A Summer Made of Music

Strawberry Fields

April 23, 2009 - 11:00pm
By Justine Fields

As the semester rolls to a close with bands booking their last shows at The Nines, a capella groups begging you to come to their spring performances and Slope Day just a week away from filling the East Hill with one final musical celebration, I’ve already started to switch the gears on my music agenda to focus on summer.

Here Comes the Rain, the Clouds, the Grey Skies

April 6, 2009 - 11:00pm
By Carolyn Witte

Last Friday was quite possibly one of the ugliest days of the year. Amidst the down pour, the wind and the negligible sun, I had the great fortune of showing around a family friend who had flown 2,000 miles across the country to come see Cornell in its springtime beauty. But who are we kidding … spring in Ithaca? After the warm, sunny, flip-flop weather I had just experienced the day before, I found myself in a relentless struggle to convince this prospective student that it’s not always like this. “If you were only here yesterday,” I told him, “you would fall in love with this place, I promise ... trust me ... please?” The more and more I talked in circles, the more I realized I wasn’t really trying to convince him. I was trying to convince myself. But why?

Editorial

More Than a Matter of Height

March 31, 2009 - 11:00pm

Tonight, the Ithaca Common Council will hear a debate on the Collegetown Urban Plan and Design Guidelines that consulting team Goody Clancy developed last fall. We applaud the student-lead effort to lobby Common Council and implore students to head downtown tonight to ensure that the student voice be heard.

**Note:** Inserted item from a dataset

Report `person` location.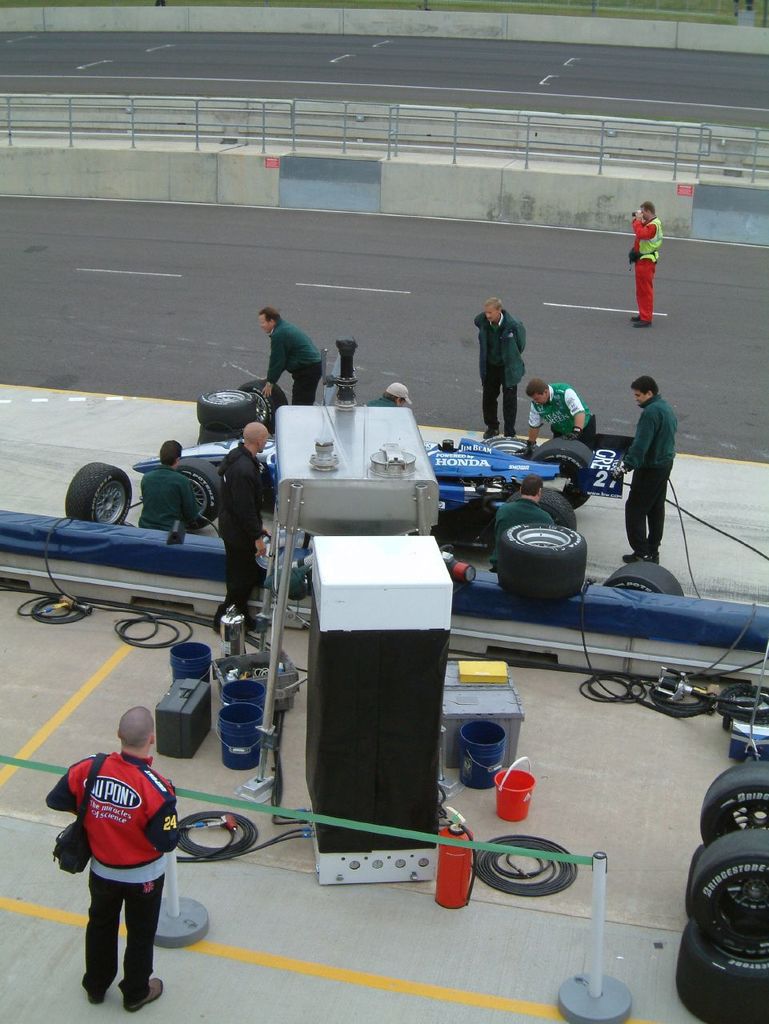
Report: (x1=611, y1=372, x2=679, y2=562).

However, up until this point, we feel this student voice has been misinformed.

Ithaca Public Schools Face $5 to $7M in Cuts

March 23, 2009 - 11:00pm
By Brendan Doyle

Private universities are not the only educational institutions facing dire financial circumstances. In Ithaca, the public school system faces cuts ranging from $5 to $7 million, causing administrators to scramble to figure out where exactly the system needs to be cut down.

“We offer a very high level of education here in Ithaca,” Beth Kunz, a member of the Ithaca school board and events planner for the College of Architecture, Art and Planning said. “We will still be educating our children, but it’ll be different. We’re going to have to change the way we do business.”

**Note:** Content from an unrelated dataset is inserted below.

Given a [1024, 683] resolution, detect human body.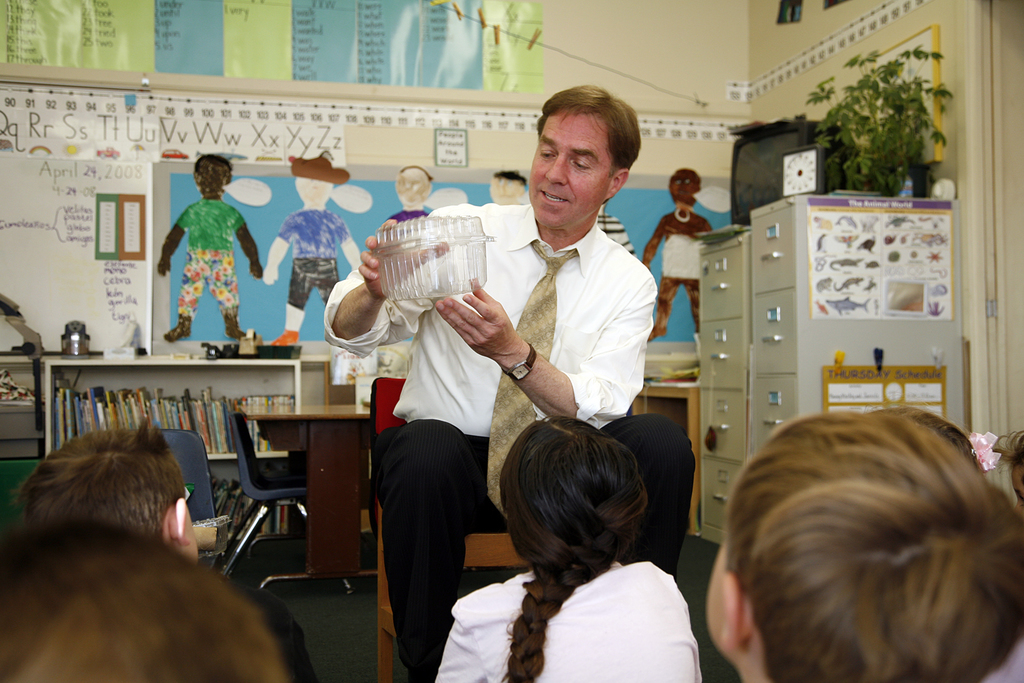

C.U. Sights Appeal to Tourists

March 12, 2009 - 11:00pm
By Evan Preminger

With its sweeping hills and unique architecture, Cornell offers a great deal of beauty for its students. But is that beauty enough to turn Cornell into a tourist destination? In The New York Times Travel Section from Mar. 1, Jane Margolies praised the Ithaca campus as one of five campuses that “have become popular tourist draws for their cultural offerings.”

Ithaca, as the urban capital of the Finger Lakes, is a common stop on journeys to the various vineyards and other local attractions for New York City residents, according to The Times. Cornell, as the largest attraction in the city, draws a large number of those visitors.

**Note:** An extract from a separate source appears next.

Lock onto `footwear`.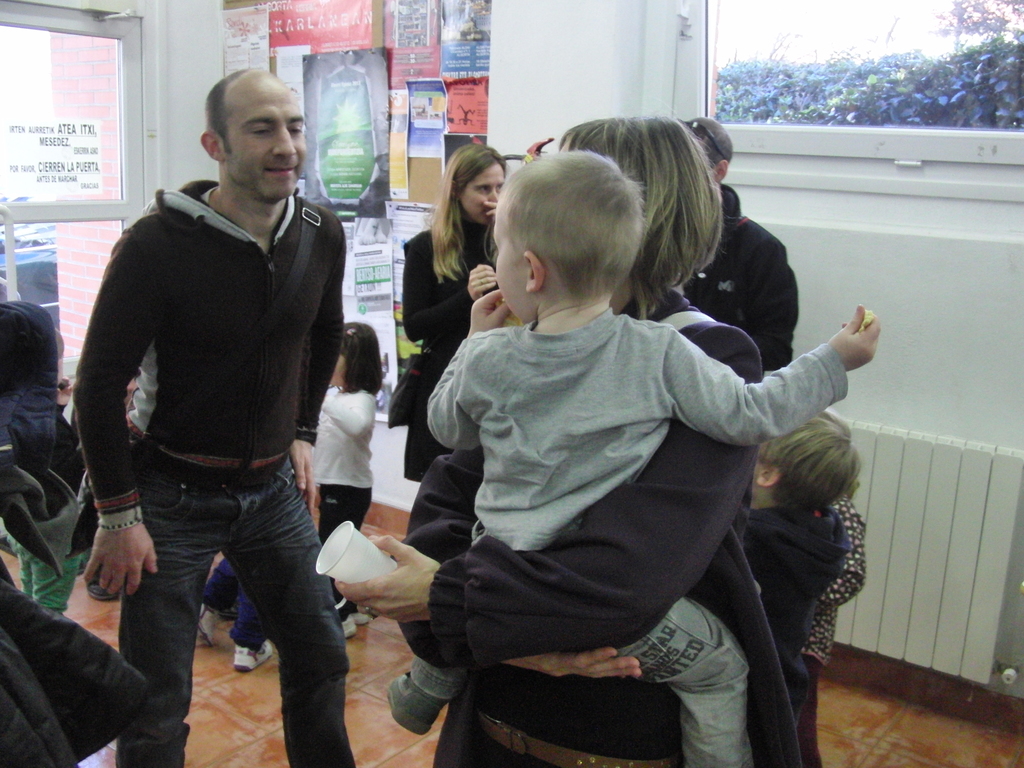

City Settles Noise Ordinance Suit With Evangelist

February 23, 2009 - 12:00am
By Michael Stratford

An apparent breakdown in communication among city officials may have led Ithaca police officers to enforce the city’s noise ordinance against an evangelical preacher last August in a way that had previously been deemed unconstitutional by a federal appeals court.

The “misunderstanding” will now cost the city $10,000 as part of a settlement it reached on Feb. 12 with Syracuse resident James Deferio, who sued the city last November, claiming that the city violated his First Amendment right to free speech.

Editorial

Burst Out of the Bubble

February 2, 2009 - 12:00am

Many students were excited last week when the City of Ithaca Planning and Development Board approved plans for an Urban Outfitters store set to hit downtown Ithaca this summer. The store is part of a larger plan meant to bring more people to downtown Ithaca. Hopefully, however, the trip to a new chain store will not mark students’ first visits downtown. As residents of Ithaca, Cornellians have the responsibility to be active in the community around them, rather than merely shop in it.